**Problem description**
The required output is the full listing below, reproduced word for word.

********

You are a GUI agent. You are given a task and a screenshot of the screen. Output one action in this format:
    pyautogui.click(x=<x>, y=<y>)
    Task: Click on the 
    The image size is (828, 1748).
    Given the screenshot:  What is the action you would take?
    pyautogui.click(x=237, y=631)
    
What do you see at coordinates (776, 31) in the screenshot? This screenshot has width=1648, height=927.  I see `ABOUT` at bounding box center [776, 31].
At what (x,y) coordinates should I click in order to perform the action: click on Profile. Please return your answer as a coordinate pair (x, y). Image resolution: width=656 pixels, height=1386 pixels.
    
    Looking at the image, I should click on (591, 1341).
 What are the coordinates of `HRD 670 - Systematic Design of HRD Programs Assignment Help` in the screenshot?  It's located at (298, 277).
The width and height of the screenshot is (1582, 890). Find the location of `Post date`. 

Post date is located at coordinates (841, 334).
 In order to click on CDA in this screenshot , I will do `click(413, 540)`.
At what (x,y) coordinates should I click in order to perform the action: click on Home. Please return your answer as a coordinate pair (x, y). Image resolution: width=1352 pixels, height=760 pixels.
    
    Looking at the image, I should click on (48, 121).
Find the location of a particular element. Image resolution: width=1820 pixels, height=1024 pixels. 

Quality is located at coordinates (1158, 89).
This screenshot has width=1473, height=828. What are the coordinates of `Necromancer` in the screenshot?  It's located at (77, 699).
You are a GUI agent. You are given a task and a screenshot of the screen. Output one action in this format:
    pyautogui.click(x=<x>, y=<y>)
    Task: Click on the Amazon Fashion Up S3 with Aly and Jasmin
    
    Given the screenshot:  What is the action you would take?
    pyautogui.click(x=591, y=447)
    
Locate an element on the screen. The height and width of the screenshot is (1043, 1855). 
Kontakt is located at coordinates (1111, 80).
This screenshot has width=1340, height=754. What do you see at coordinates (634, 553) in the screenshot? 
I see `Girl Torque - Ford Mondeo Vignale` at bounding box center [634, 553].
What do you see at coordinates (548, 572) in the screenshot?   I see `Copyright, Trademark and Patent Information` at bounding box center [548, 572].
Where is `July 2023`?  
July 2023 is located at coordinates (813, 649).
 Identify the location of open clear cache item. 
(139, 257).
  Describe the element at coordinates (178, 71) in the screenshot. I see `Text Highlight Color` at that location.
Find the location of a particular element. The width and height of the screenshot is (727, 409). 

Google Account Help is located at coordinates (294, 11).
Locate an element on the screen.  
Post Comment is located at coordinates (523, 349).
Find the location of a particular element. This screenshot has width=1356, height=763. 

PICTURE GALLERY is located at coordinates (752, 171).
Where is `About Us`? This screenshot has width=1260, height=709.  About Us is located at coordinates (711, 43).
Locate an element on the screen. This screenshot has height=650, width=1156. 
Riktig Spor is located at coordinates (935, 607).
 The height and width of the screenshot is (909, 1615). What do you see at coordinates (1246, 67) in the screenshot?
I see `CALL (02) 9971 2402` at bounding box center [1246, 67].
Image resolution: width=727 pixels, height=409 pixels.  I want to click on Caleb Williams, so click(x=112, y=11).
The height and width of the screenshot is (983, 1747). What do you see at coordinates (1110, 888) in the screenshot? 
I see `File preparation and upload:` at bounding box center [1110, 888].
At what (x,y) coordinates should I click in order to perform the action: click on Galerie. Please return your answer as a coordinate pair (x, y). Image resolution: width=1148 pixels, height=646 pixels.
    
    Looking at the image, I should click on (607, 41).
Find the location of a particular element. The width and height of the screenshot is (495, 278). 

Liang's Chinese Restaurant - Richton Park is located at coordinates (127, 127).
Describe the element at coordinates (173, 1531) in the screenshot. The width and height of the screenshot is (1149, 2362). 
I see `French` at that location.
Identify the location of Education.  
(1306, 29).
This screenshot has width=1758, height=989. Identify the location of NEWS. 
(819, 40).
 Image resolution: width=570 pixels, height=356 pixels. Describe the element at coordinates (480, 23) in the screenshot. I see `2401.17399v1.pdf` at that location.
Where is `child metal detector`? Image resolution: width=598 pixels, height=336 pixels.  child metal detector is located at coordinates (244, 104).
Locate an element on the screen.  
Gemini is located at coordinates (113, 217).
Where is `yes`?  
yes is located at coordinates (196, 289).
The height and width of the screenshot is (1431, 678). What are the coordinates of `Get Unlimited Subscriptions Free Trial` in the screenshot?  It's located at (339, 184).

********

**Solution to the problem**
You are a GUI agent. You are given a task and a screenshot of the screen. Output one action in this format:
    pyautogui.click(x=<x>, y=<y>)
    Task: Click on the 
    The image size is (828, 1748).
    Given the screenshot:  What is the action you would take?
    pyautogui.click(x=237, y=631)
    
What do you see at coordinates (776, 31) in the screenshot? This screenshot has width=1648, height=927.  I see `ABOUT` at bounding box center [776, 31].
At what (x,y) coordinates should I click in order to perform the action: click on Profile. Please return your answer as a coordinate pair (x, y). Image resolution: width=656 pixels, height=1386 pixels.
    
    Looking at the image, I should click on (591, 1341).
 What are the coordinates of `HRD 670 - Systematic Design of HRD Programs Assignment Help` in the screenshot?  It's located at (298, 277).
The width and height of the screenshot is (1582, 890). Find the location of `Post date`. 

Post date is located at coordinates (841, 334).
 In order to click on CDA in this screenshot , I will do `click(413, 540)`.
At what (x,y) coordinates should I click in order to perform the action: click on Home. Please return your answer as a coordinate pair (x, y). Image resolution: width=1352 pixels, height=760 pixels.
    
    Looking at the image, I should click on (48, 121).
Find the location of a particular element. Image resolution: width=1820 pixels, height=1024 pixels. 

Quality is located at coordinates (1158, 89).
This screenshot has width=1473, height=828. What are the coordinates of `Necromancer` in the screenshot?  It's located at (77, 699).
You are a GUI agent. You are given a task and a screenshot of the screen. Output one action in this format:
    pyautogui.click(x=<x>, y=<y>)
    Task: Click on the Amazon Fashion Up S3 with Aly and Jasmin
    
    Given the screenshot:  What is the action you would take?
    pyautogui.click(x=591, y=447)
    
Locate an element on the screen. The height and width of the screenshot is (1043, 1855). 
Kontakt is located at coordinates (1111, 80).
This screenshot has width=1340, height=754. What do you see at coordinates (634, 553) in the screenshot? 
I see `Girl Torque - Ford Mondeo Vignale` at bounding box center [634, 553].
What do you see at coordinates (548, 572) in the screenshot?   I see `Copyright, Trademark and Patent Information` at bounding box center [548, 572].
Where is `July 2023`?  
July 2023 is located at coordinates (813, 649).
 Identify the location of open clear cache item. 
(139, 257).
  Describe the element at coordinates (178, 71) in the screenshot. I see `Text Highlight Color` at that location.
Find the location of a particular element. The width and height of the screenshot is (727, 409). 

Google Account Help is located at coordinates (294, 11).
Locate an element on the screen.  
Post Comment is located at coordinates (523, 349).
Find the location of a particular element. This screenshot has width=1356, height=763. 

PICTURE GALLERY is located at coordinates (752, 171).
Where is `About Us`? This screenshot has width=1260, height=709.  About Us is located at coordinates (711, 43).
Locate an element on the screen. This screenshot has height=650, width=1156. 
Riktig Spor is located at coordinates (935, 607).
 The height and width of the screenshot is (909, 1615). What do you see at coordinates (1246, 67) in the screenshot?
I see `CALL (02) 9971 2402` at bounding box center [1246, 67].
Image resolution: width=727 pixels, height=409 pixels.  I want to click on Caleb Williams, so click(x=112, y=11).
The height and width of the screenshot is (983, 1747). What do you see at coordinates (1110, 888) in the screenshot? 
I see `File preparation and upload:` at bounding box center [1110, 888].
At what (x,y) coordinates should I click in order to perform the action: click on Galerie. Please return your answer as a coordinate pair (x, y). Image resolution: width=1148 pixels, height=646 pixels.
    
    Looking at the image, I should click on (607, 41).
Find the location of a particular element. The width and height of the screenshot is (495, 278). 

Liang's Chinese Restaurant - Richton Park is located at coordinates (127, 127).
Describe the element at coordinates (173, 1531) in the screenshot. The width and height of the screenshot is (1149, 2362). 
I see `French` at that location.
Identify the location of Education.  
(1306, 29).
This screenshot has width=1758, height=989. Identify the location of NEWS. 
(819, 40).
 Image resolution: width=570 pixels, height=356 pixels. Describe the element at coordinates (480, 23) in the screenshot. I see `2401.17399v1.pdf` at that location.
Where is `child metal detector`? Image resolution: width=598 pixels, height=336 pixels.  child metal detector is located at coordinates (244, 104).
Locate an element on the screen.  
Gemini is located at coordinates (113, 217).
Where is `yes`?  
yes is located at coordinates (196, 289).
The height and width of the screenshot is (1431, 678). What are the coordinates of `Get Unlimited Subscriptions Free Trial` in the screenshot?  It's located at (339, 184).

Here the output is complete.